Japan has lodged a protest with South Korea as flags hoisted during an exhibition match by the unified Korean women's ice hockey team for the Pyeongchang Winter Olympics showed a pair of Japanese-claimed islets, the government's top spokesman said Monday.

"We cannot accept the flag in light of Japan's stance over the sovereignty of Takeshima and it is extremely regrettable," Chief Cabinet Secretary Yoshihide Suga told a press conference, referring to the South-Korean controlled, Japanese-claimed islets, which are known as Dokdo to Koreans.

Suga said Tokyo will continue to urge Seoul to take "appropriate measures" over the issue, which has long been a source of diplomatic friction between the two neighbors.

The flags in question were used at the venue of the inter-Korean women hockey team's first game against Sweden on Sunday in Incheon, west of Seoul.

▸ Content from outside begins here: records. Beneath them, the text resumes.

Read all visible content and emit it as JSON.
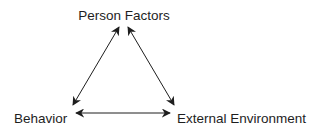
{
  "diagram": {
    "type": "triangle-reciprocal",
    "nodes": [
      {
        "id": "person",
        "label": "Person Factors"
      },
      {
        "id": "behavior",
        "label": "Behavior"
      },
      {
        "id": "environment",
        "label": "External Environment"
      }
    ],
    "edges": [
      {
        "from": "person",
        "to": "behavior",
        "direction": "bidirectional"
      },
      {
        "from": "person",
        "to": "environment",
        "direction": "bidirectional"
      },
      {
        "from": "behavior",
        "to": "environment",
        "direction": "bidirectional"
      }
    ],
    "colors": {
      "ink": "#1e1e1e",
      "background": "#ffffff"
    }
  }
}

After North Korean leader Kim Jong Un struck a conciliatory tone on ties with the South in his New Year's address, the two Koreas agreed to form a unified women's ice hockey team and march together under a unified Korean flag at the Olympics' opening ceremony on Friday.

The so-called Korean Unification Flag has a blue Korean Peninsula against a white background.

South Korea's Yonhap News Agency reported Monday that to avoid troubles, the government has basically decided against using the controversial version of the flag -- the one that includes the disputed islets -- during events in Pyeongchang that involve the International Olympic Committee, such as the opening ceremony.

The disputed islets are located in the Sea of Japan, known to Koreans as the East Sea.

Roughly equidistant from the Korean Peninsula and Japan's main island Honshu, they consist of two rocky outcrops and numerous small reefs, with a combined land area of only 0.21 square kilometers.

The two countries have been contesting ownership over the islets since the early 1950s, which culminated in South Korea dispatching a permanent battalion there in 1954.

Since then, South Korea has kept security personnel stationed there and constructed lodgings, a monitoring facility, a lighthouse, and port and docking facilities.